What the car-rental giants need, though, is an infusion of the convenience and low-hassle ethos that new companies like Zipcar offer. Whatever else it is, Zipcar is a response to common frustrations with the conventional car-rental industry — the Soviet-style lines at the rental-car desk, the paperwork, the stiff gasoline charges, the so-called "reservations" that might or might not involve the actual reserving of a vehicle. It would be intriguing to watch entrepreneurs with a start-up mindset try to reinvent the car rental industry; but if the car-rental industry reinvents the likes of Zipcar, it won't be a pretty sight.

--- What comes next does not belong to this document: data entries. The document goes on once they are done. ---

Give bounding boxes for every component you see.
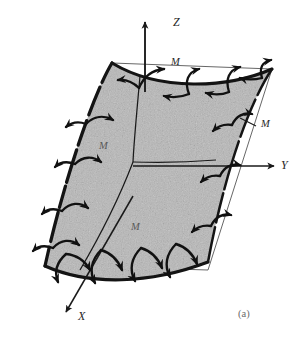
moment-label-top: M — [171, 57, 180, 68]
moment-label-bottom: M — [131, 222, 140, 233]
axis-label-x: X — [78, 310, 85, 322]
moment-label-left: M — [99, 141, 108, 152]
moment-label-right: M — [261, 119, 270, 130]
figure-caption: (a) — [238, 309, 250, 320]
diagram-canvas — [0, 0, 300, 343]
shell-surface — [45, 63, 272, 280]
axis-label-z: Z — [173, 16, 180, 28]
axis-label-y: Y — [281, 159, 288, 171]
shell-moment-diagram: Z Y X M M M M (a) — [0, 0, 300, 343]
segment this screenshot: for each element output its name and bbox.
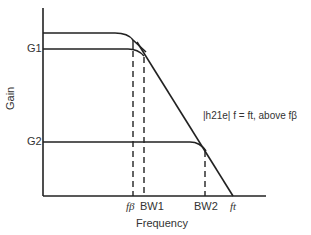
annotation: |h21e| f = ft, above fβ (203, 110, 297, 121)
tick-ft: ft (230, 200, 236, 212)
x-axis-label: Frequency (136, 217, 188, 229)
tick-bw2: BW2 (194, 200, 218, 212)
tick-fbeta: fβ (126, 200, 135, 212)
tick-g2: G2 (27, 135, 42, 147)
y-axis-label: Gain (4, 87, 16, 110)
tick-bw1: BW1 (140, 200, 164, 212)
tick-g1: G1 (27, 42, 42, 54)
curve-g2 (43, 142, 206, 151)
curve-g1 (43, 49, 144, 56)
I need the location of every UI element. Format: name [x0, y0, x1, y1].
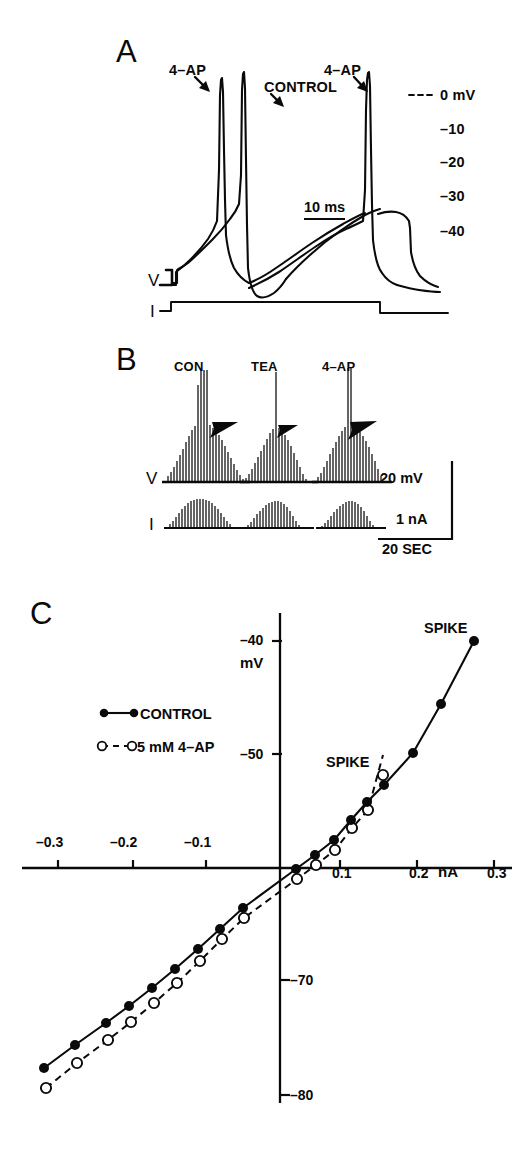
- panel-b-tea-current: [242, 501, 314, 528]
- panel-b-traces: [0, 330, 527, 555]
- figure-canvas: A 4–AP CONTROL 4–AP 0 mV –10 –20 –30 –40…: [0, 0, 527, 1153]
- arrowhead-tea: [277, 425, 298, 438]
- series-4ap: [41, 755, 388, 1093]
- panel-b-4ap-current: [316, 501, 386, 528]
- series-4ap-line: [46, 755, 383, 1088]
- series-control-line: [44, 641, 474, 1068]
- series-4ap-spike-marker: [378, 770, 388, 780]
- panel-b-con-voltage: [162, 370, 250, 482]
- panel-a-current-step: [160, 302, 448, 313]
- panel-a: A 4–AP CONTROL 4–AP 0 mV –10 –20 –30 –40…: [0, 0, 527, 330]
- series-control-spike-marker: [469, 636, 479, 646]
- panel-c: C mV nA –40 –50 –70 –80 –0.3 –0.2 –0.1 0…: [0, 555, 527, 1153]
- series-control: [39, 636, 479, 1073]
- panel-a-traces: [0, 0, 527, 330]
- panel-b: B CON TEA 4–AP V I 20 mV 1 nA 20 SEC: [0, 330, 527, 555]
- series-4ap-markers: [41, 770, 388, 1093]
- arrowhead-con: [210, 422, 238, 438]
- panel-b-con-current: [164, 499, 246, 528]
- panel-b-scale-bar: [378, 461, 452, 539]
- series-control-markers: [39, 636, 479, 1073]
- panel-c-plot: [0, 555, 527, 1153]
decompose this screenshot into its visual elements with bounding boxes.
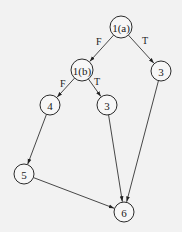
edge-n3m-to-n6 bbox=[109, 115, 123, 202]
edge-label: T bbox=[142, 35, 148, 46]
node-label: 5 bbox=[21, 169, 27, 181]
node-label: 4 bbox=[47, 100, 53, 112]
node-label: 1(a) bbox=[112, 22, 130, 35]
edge-n1b-to-n4: F bbox=[57, 78, 74, 97]
edge-arrow bbox=[90, 35, 114, 61]
flow-graph-canvas: FTFT 1(a)1(b)34356 bbox=[0, 0, 182, 232]
node-label: 6 bbox=[121, 207, 127, 219]
edge-arrow bbox=[33, 178, 114, 209]
node-n1b: 1(b) bbox=[71, 59, 93, 81]
edge-arrow bbox=[109, 115, 123, 202]
node-n3m: 3 bbox=[97, 95, 117, 115]
edge-label: F bbox=[60, 78, 66, 89]
edge-label: T bbox=[94, 76, 100, 87]
edge-n1a-to-n3r: T bbox=[128, 35, 154, 63]
edge-n1a-to-n1b: F bbox=[90, 35, 114, 61]
edge-arrow bbox=[127, 81, 159, 202]
node-n1a: 1(a) bbox=[110, 16, 132, 38]
edge-arrow bbox=[28, 114, 47, 164]
edge-label: F bbox=[96, 36, 102, 47]
edge-n4-to-n5 bbox=[28, 114, 47, 164]
node-label: 3 bbox=[104, 100, 110, 112]
node-n6: 6 bbox=[114, 202, 134, 222]
edge-n5-to-n6 bbox=[33, 178, 114, 209]
edge-n3r-to-n6 bbox=[127, 81, 159, 202]
node-label: 1(b) bbox=[73, 65, 92, 78]
node-n4: 4 bbox=[40, 95, 60, 115]
node-label: 3 bbox=[158, 66, 164, 78]
edge-n1b-to-n3m: T bbox=[88, 76, 101, 96]
flow-graph: FTFT 1(a)1(b)34356 bbox=[0, 0, 182, 232]
node-n5: 5 bbox=[14, 164, 34, 184]
node-n3r: 3 bbox=[151, 61, 171, 81]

For now, Zipcar will operate separately from Avis and remain in the Boston area. The car-sharing company will go through with plans to move from Cambridge to Boston's Innovation District, news reports indicate. Yet these provisions in merger agreements tend to erode over time. Corporate convenience is a powerful force: Executives want to keep a closer eye on the new division they spent a pile of money to acquire; companies feel pressure to save on rent and travel costs. The $50 million to $70 million in "synergies" that Avis is projecting has to come from somewhere. And soon enough, what began as a hip urban start-up ends up as yet another set of cubicles at Avis headquarters in a Parsippany, N.J., office park.
It doesn't help that Avis has a long history of mergers and acquisitions that serve no obvious business purpose; the company itself has been bought and sold more than a dozen times, often to ill effect. Customers and transportation planners alike should hope Zipcar fares better.